DeSantis was clearly talking about literal book bans, not whether this book or that book is available in a school library.
Crowley and Sherman then go onto provide more DeSantis quotes about age appropriate books in schools, “Parents have flagged books in schools that, for example, teach middle school kids how to use sex apps that provide graphic depictions of sex acts and sex toys for people as young as fifth grade.”
For the authors this means “DeSantis’ claim that no book has been banned in Florida goes too far. Florida districts have removed some books entirely while restricting others to certain grades or requiring students to get parental permission to see them.”

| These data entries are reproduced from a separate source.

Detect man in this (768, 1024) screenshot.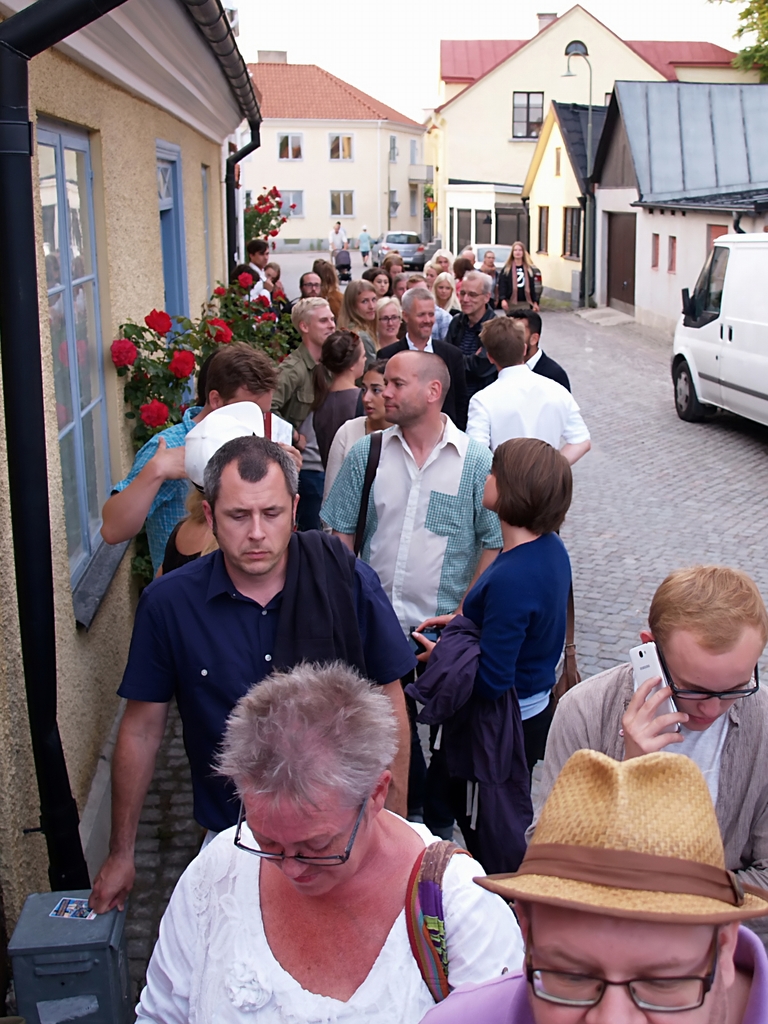
Detection: 443:268:497:363.
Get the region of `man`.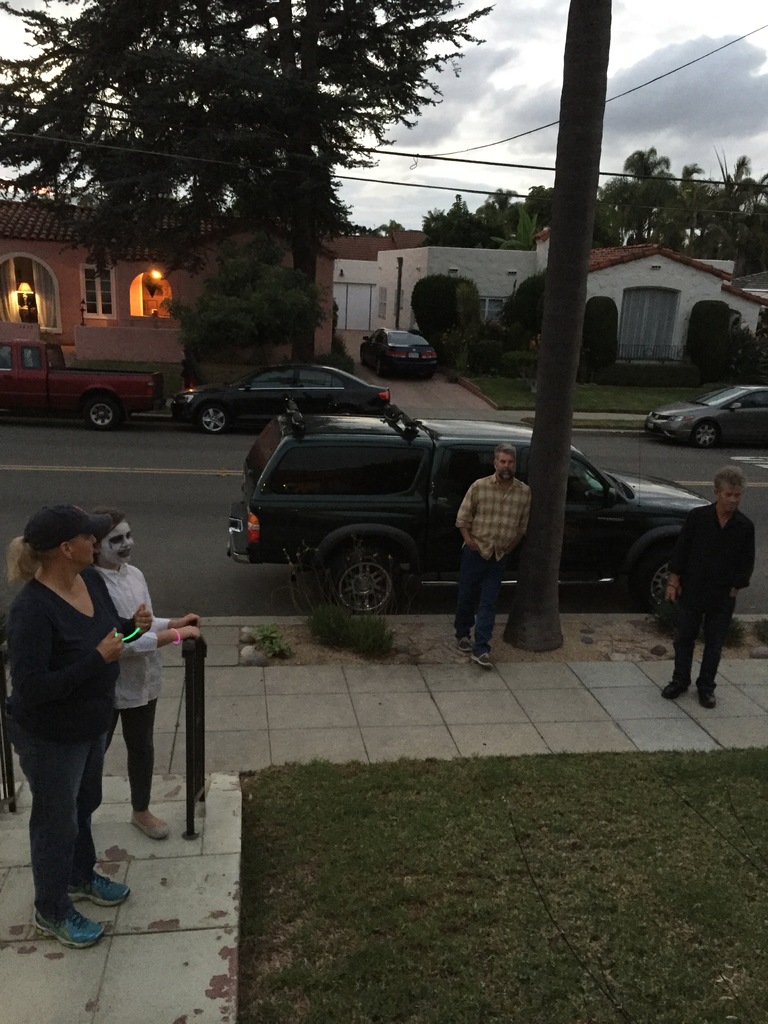
pyautogui.locateOnScreen(4, 504, 154, 940).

This isn’t a fact-check of the claim PolitiFact purports to be checking. DeSantis claimed that you can go out and buy any book your heart desires, which is true. Crowley and Sherman are checking a straw man.

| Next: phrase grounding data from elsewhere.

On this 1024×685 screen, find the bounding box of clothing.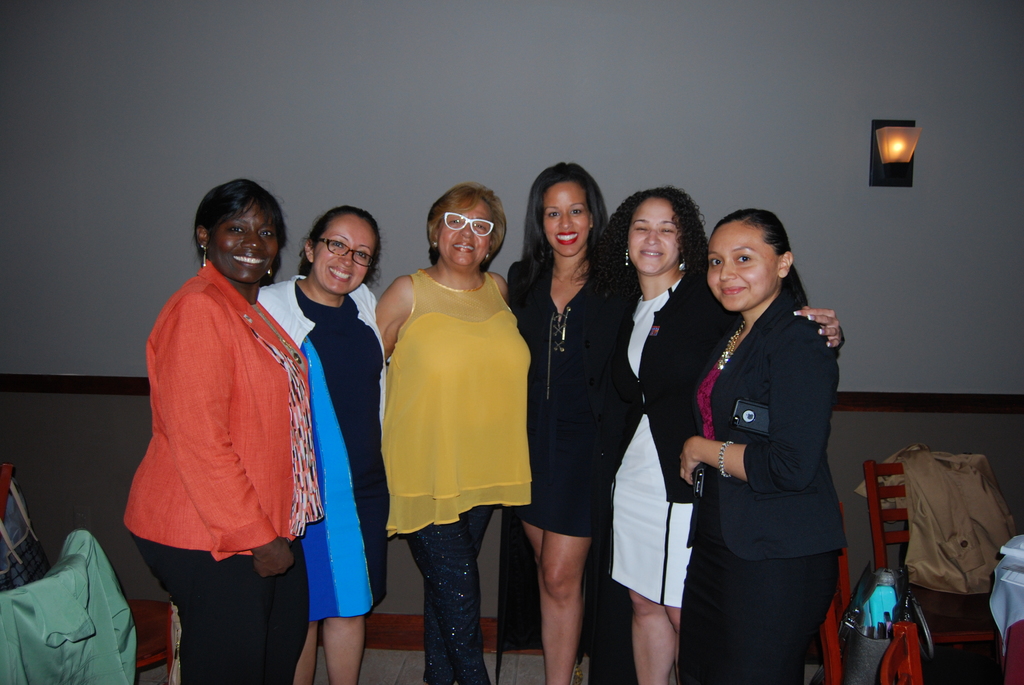
Bounding box: locate(503, 258, 632, 537).
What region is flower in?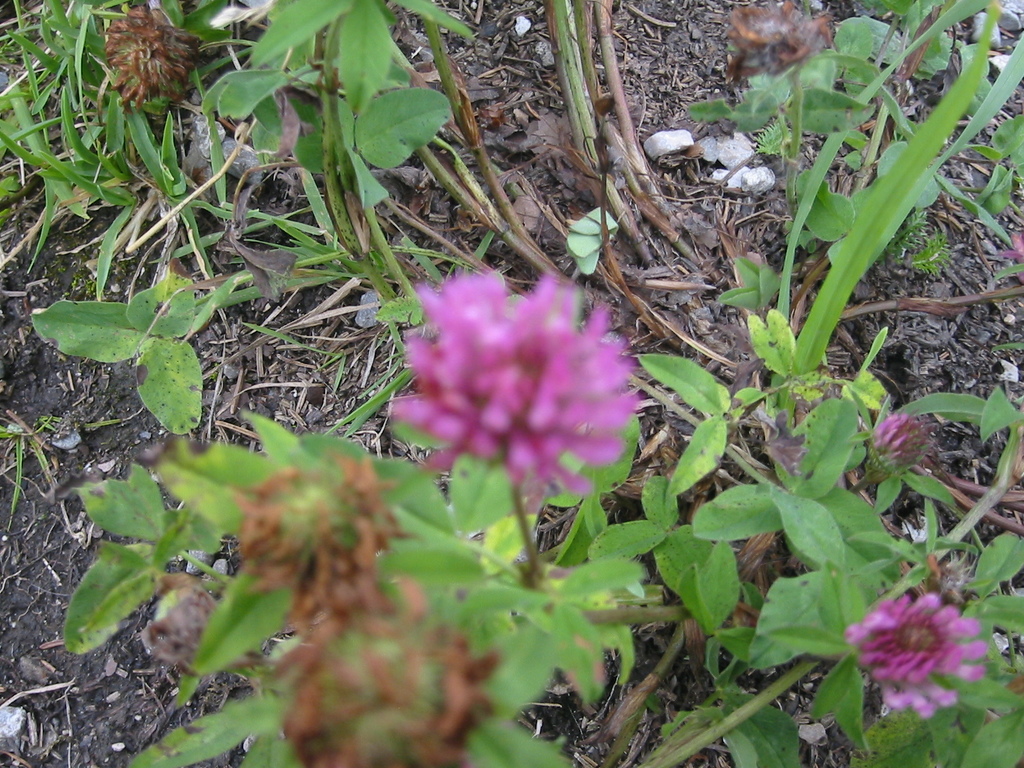
box=[837, 594, 985, 718].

[…]Again, DeSantis was speaking very narrowly about a literal book ban, not just in the context of schools. Nevertheless, the authors then go on to cite the American Library Association’s definition that a ban is “the removal of a book based on a person of group’s objection” as authoritative and that “experts we spoke to” agree.
Houck returned to complain that Gorman was continued to allow to discuss how her poem was treated in Florida in a June 8 post:
Based on how the second hour of Wednesday’s CBS Mornings went, they showed they’re not interested in earning the trust of conservatives as they dedicate segments to far-left authors Amanda Gorman and Ibram X. Kendi to cry homophobia, transphobia, and racism over parents in Florida and other conservative locales wanting a role in the books and curriculum in the education system.
Co-host and Democratic donor Gayle King was ebullient with this hour of wokeness, gushing first over Gorman in a tease that she’d be speaking out after “her inaugural poem was restricted by a Florida school following a parent’s complaint,” another chapter in the “growing trend…of limiting access to books that deal with racism and other issues.”
In a second tease, King lamented Gorman’s work being “restricted,” adding the show would ask her “about the rise of book banning”. Gorman led off the second hour with King engaging in more disinformation, again referring to the rise in “banning books.”
Gorman’s case wasn’t any sort of ban, so all uses of “ban” in the segment were comical in nature given the book was assessed to be better tagged for middle schoolers and could be requested by students in the library’s media center.
Note Houck’s wildly euphemistic framing of the treatment of Gorman’s poem as having merely been “assessed to be better tagged.” Houck also failed to mention the extremism of the parent who wanted the poem banned or that she never even read the poem, and he also failed to explain how, exactly, Gorman is “far-left.”